__Exercise materials__
▼
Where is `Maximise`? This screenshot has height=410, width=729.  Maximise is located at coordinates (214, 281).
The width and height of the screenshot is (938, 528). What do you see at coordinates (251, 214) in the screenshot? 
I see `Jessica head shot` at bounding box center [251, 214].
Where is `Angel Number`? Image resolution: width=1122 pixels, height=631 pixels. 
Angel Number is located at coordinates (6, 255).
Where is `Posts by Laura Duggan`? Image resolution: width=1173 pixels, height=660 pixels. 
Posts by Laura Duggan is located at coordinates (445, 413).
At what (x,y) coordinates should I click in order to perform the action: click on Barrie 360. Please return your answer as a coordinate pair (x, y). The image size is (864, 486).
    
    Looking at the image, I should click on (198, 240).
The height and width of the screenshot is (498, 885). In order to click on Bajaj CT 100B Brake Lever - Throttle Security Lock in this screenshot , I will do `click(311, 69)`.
▲
▼
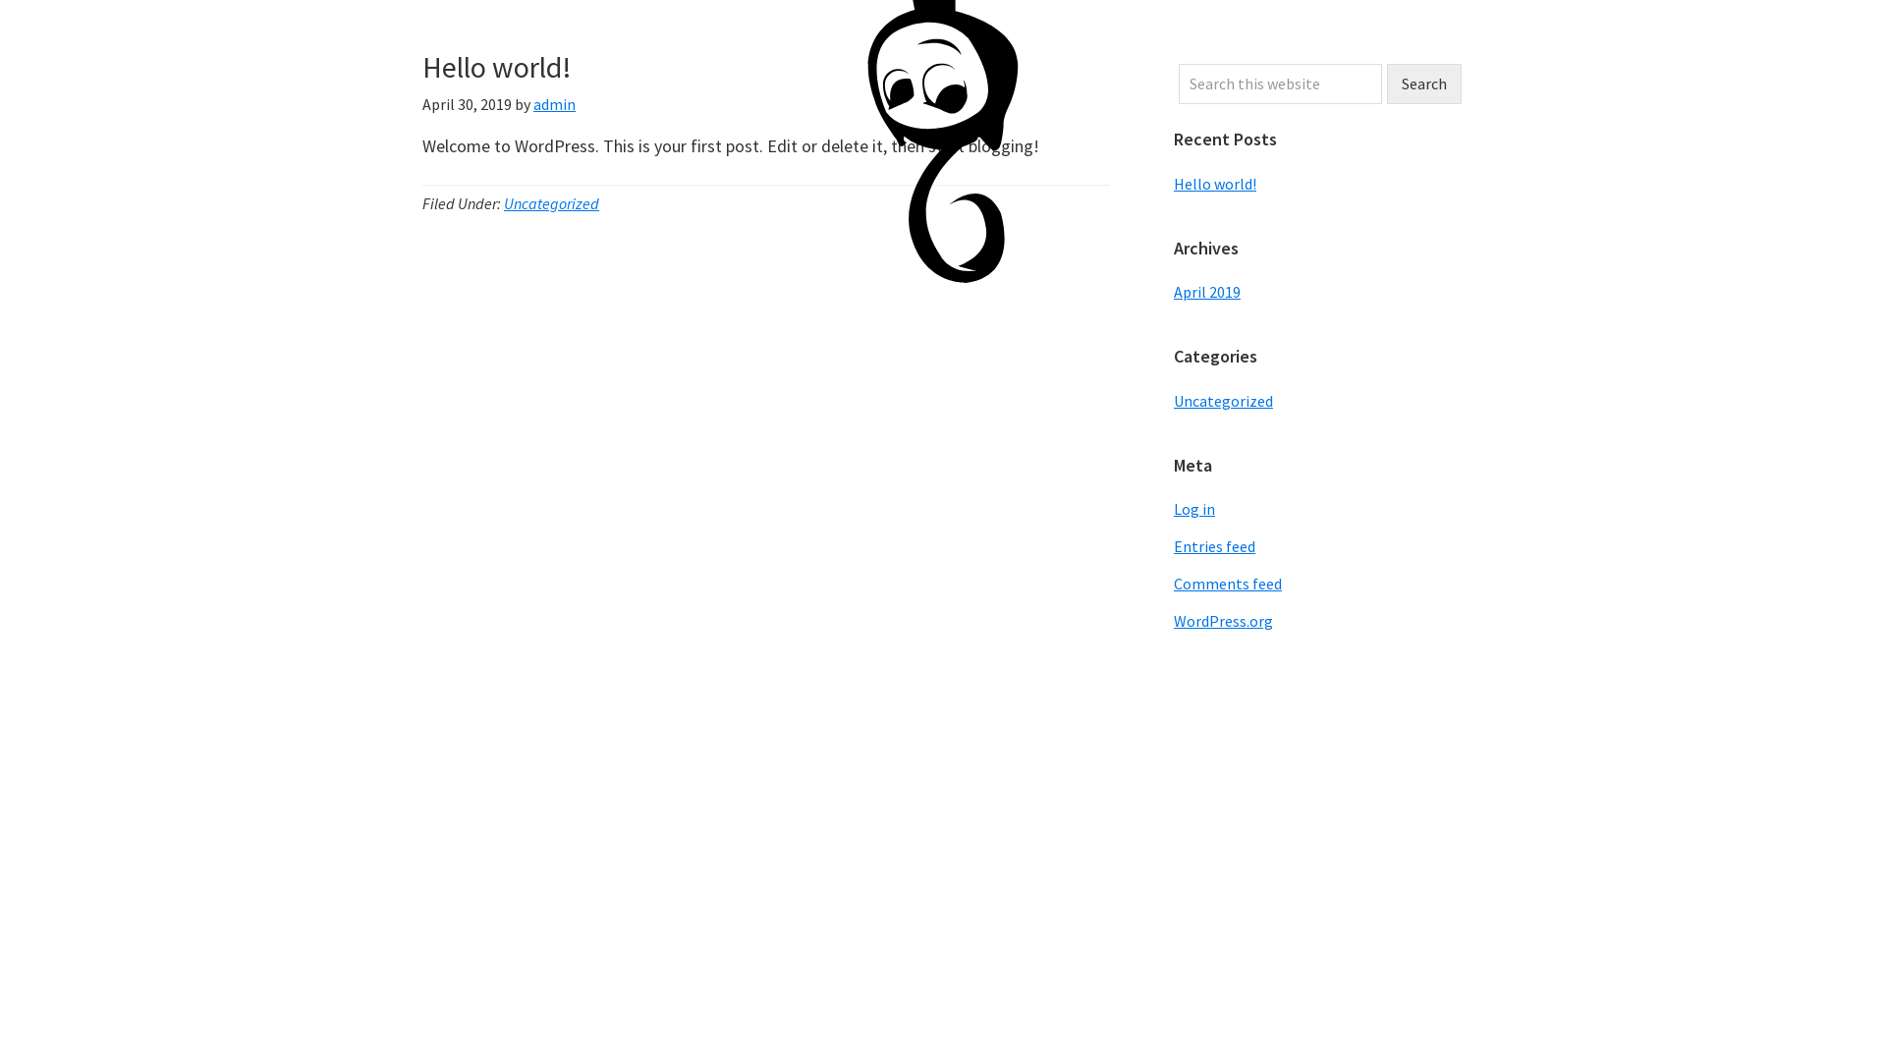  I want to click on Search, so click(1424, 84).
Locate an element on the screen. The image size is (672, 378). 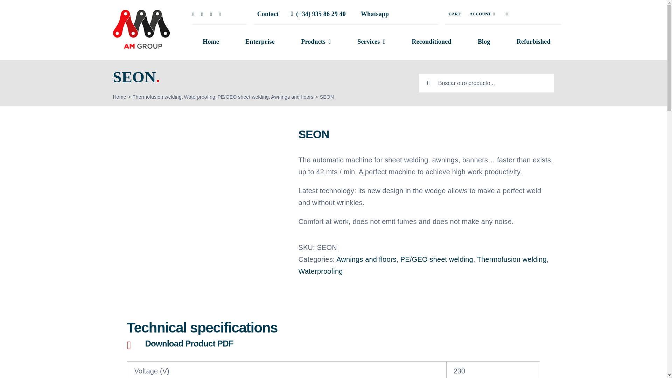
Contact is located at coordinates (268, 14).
▲
▼
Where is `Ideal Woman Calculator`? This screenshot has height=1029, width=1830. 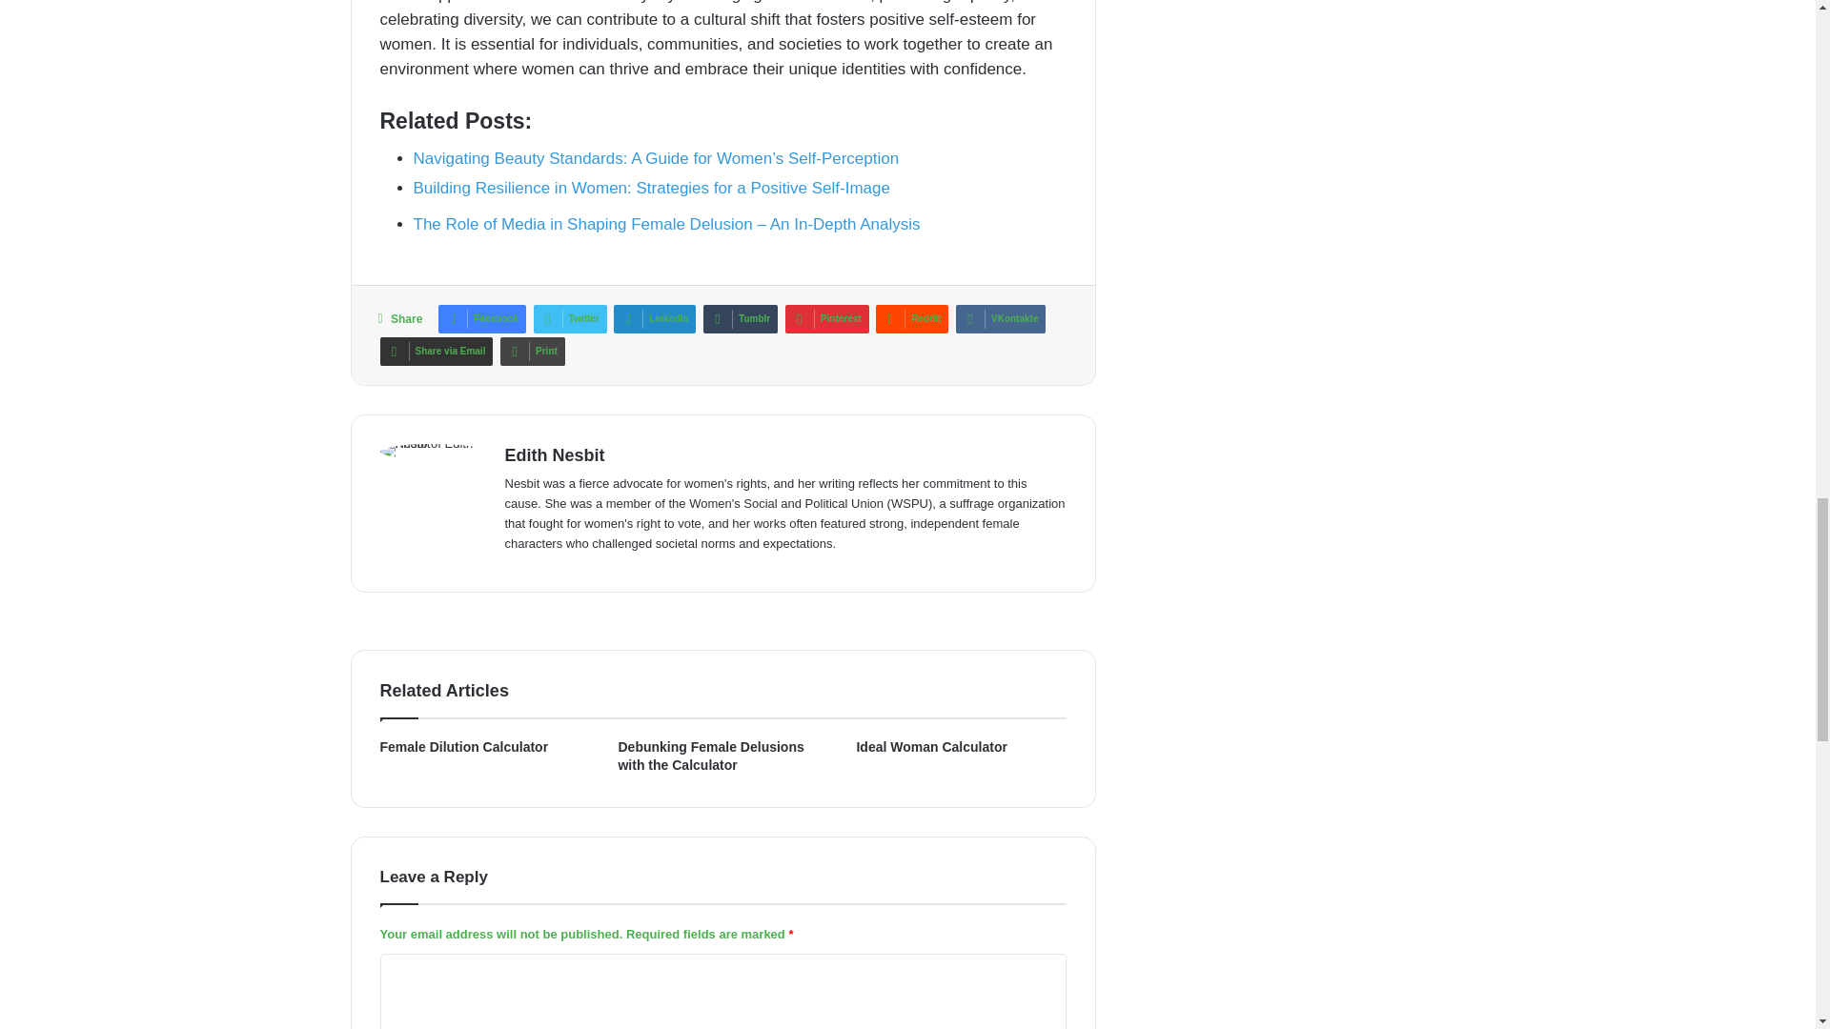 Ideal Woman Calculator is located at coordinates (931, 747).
▲
__Exercise instructions__
Your answer should be the exact lines above from the one with "pixels, height=660 pixels." through the one with "The height and", both included, and nothing besides.

__Exercise output__
Where is `Posts by Laura Duggan`? Image resolution: width=1173 pixels, height=660 pixels. 
Posts by Laura Duggan is located at coordinates (445, 413).
At what (x,y) coordinates should I click in order to perform the action: click on Barrie 360. Please return your answer as a coordinate pair (x, y). The image size is (864, 486).
    
    Looking at the image, I should click on (198, 240).
The height and width of the screenshot is (498, 885). In order to click on Bajaj CT 100B Brake Lever - Throttle Security Lock in this screenshot , I will do `click(311, 69)`.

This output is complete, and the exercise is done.